We work, in actual fact, anywhere between 50-70h/week. But only get paid for 37.5h. That is an issue, even if it's technically not overtime, it's a hell of a lot of unpaid hours. Oh, and I work holidays, too - half-term I came in for a full day for revision lessons, then worked on lesson resourcing for at least half my holiday because we don't have enough qualified teachers in our department, so someone has to prepare stuff that a cover teacher can do without knowing anything about the subject. Which, in Physics, is quite a job in itself.
No dangerous work conditions?
Try being verbally assaulted almost daily for something as unreasonable as telling students to open their books. Try being in charge of 30 students while one is throwing a table in the room. The latter happened only last week, because there is no specialist provision for the child who really shouldn't be in mainstream and who has trashed rooms multiple times. Or having a kid bring in a machete. Or a chair being kicked at you, which breaks your ankle. Or have a kid make death threats while you're pregnant - all of these past incidents with colleagues just in my school.
No bad working conditions?
Imagine being told that the amount and quality of work of your teenagers is completely down to you and your excellence, which is measured every few months on a single lesson you teach with a random set and exam results, which depend on the child's brilliance on a single day. Down to you and you only and factors such as the child's home life, potential homelessness, drug use, friendship fallouts, breakups, lack of food, lack of equipment, severe SEND etc. all don't get taken into account, because you should be able to control performance even if you absolutely can't change any of the above. Imagine having someone look over your shoulder all the time, pressuring you to do more and more. Imagine being responsible for whether students and their parents can be bothered to turn up at school, even if all you can realistically do is cram in a phone call. Complete lack of autonomy with a huge amount of responsibility for outcomes.
Great job security? My arse.
I am starting a new teaching job, in which I can be fired with a week's notice any time for the first six months for any or no reason at all. Even in schools which still follow the burgundy book - which are fewer and fewer thanks to academisation - you can be cast out within 6 weeks if your performance isn't deemed up to scratch.
Whether it is deemed such is mainly down to what set you teach, when you teach them and how long for - your timetable in any given year can make or break you. If you walked into most of my lessons, they are calm and orderly, because I have been lucky and have been given a lot of top sets (and yes, I am experienced and good at it). Walk into my colleague's lessons, whose timetable is mostly bottom sets, and you'd mostly see chaos - not because they're a worse teacher, but by sheer nature of their classes this year. Guess who is deemed to be underperforming?

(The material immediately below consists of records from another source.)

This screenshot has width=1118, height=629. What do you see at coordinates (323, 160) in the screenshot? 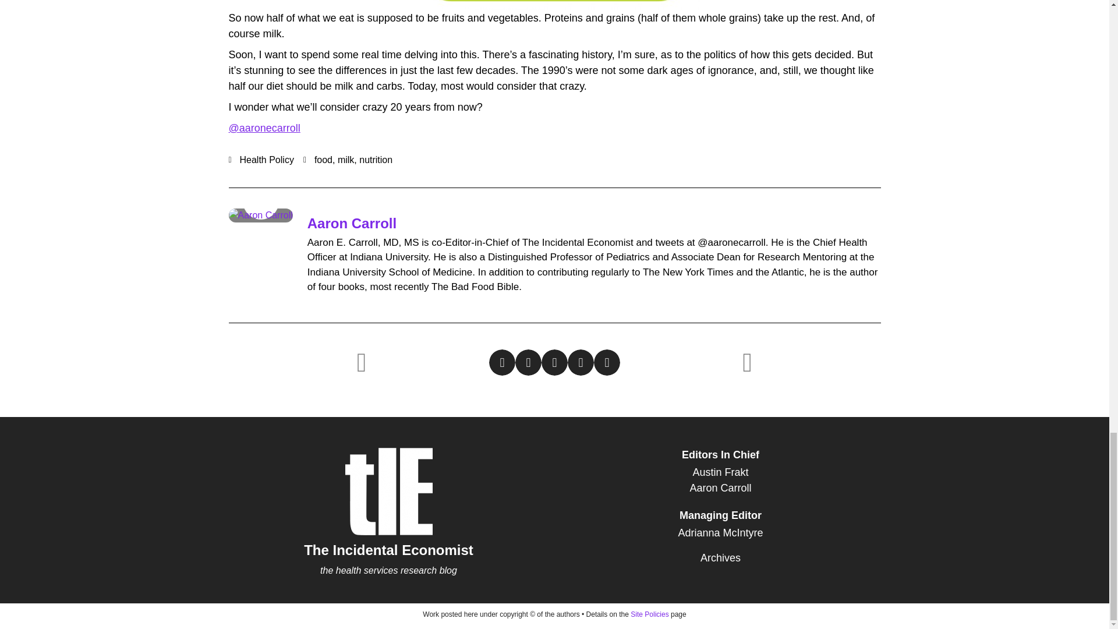
I see `food` at bounding box center [323, 160].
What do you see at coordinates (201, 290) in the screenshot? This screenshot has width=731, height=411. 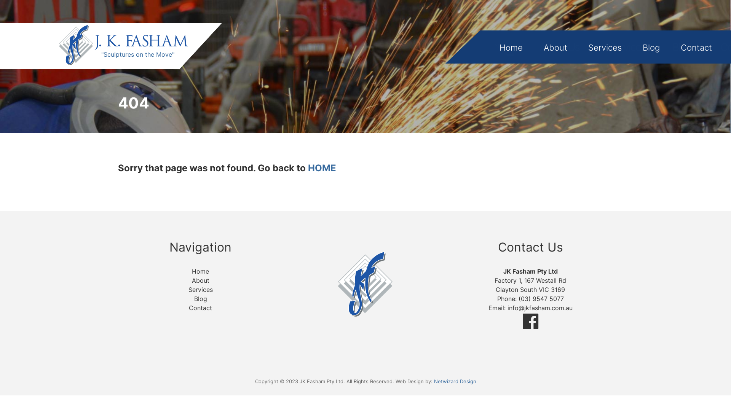 I see `Services` at bounding box center [201, 290].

Performance management with unreachable targets, in which we have no say, means that there is "evidence" none of us are meeting expectations of senior leaders, so if we rear our heads too much, it's easy to manage us out.
Good pensions
Well, when I started this job the pensions were great. Since then, I've been told I'll have to pay more and for longer, but my pension has been changed from final salay to career average, which means now it's worth less. The contract I once entered has been changed unilaterally and who is to say I'll see any money by the time I'll be able to get it (which also still changes all the time). Yes, employer contributions are great and more than others get, but it's still 11% of my pay that I have to contribute.
Pay rises last year up to 8%
For those just starting, yes. Everyone else got 1.5-3%; I was on 1.5%. I have not seen a pay rise anywhere near inflation for more years than I can count and my pay is now worth 25% less than it was 10 years ago. The extra money I get for departmental responsibility also hasn't seen a rise at all, so I get less and less in real terms for the job I'm doing on top of just teaching.
For the love of all that's holy, please educate yourself.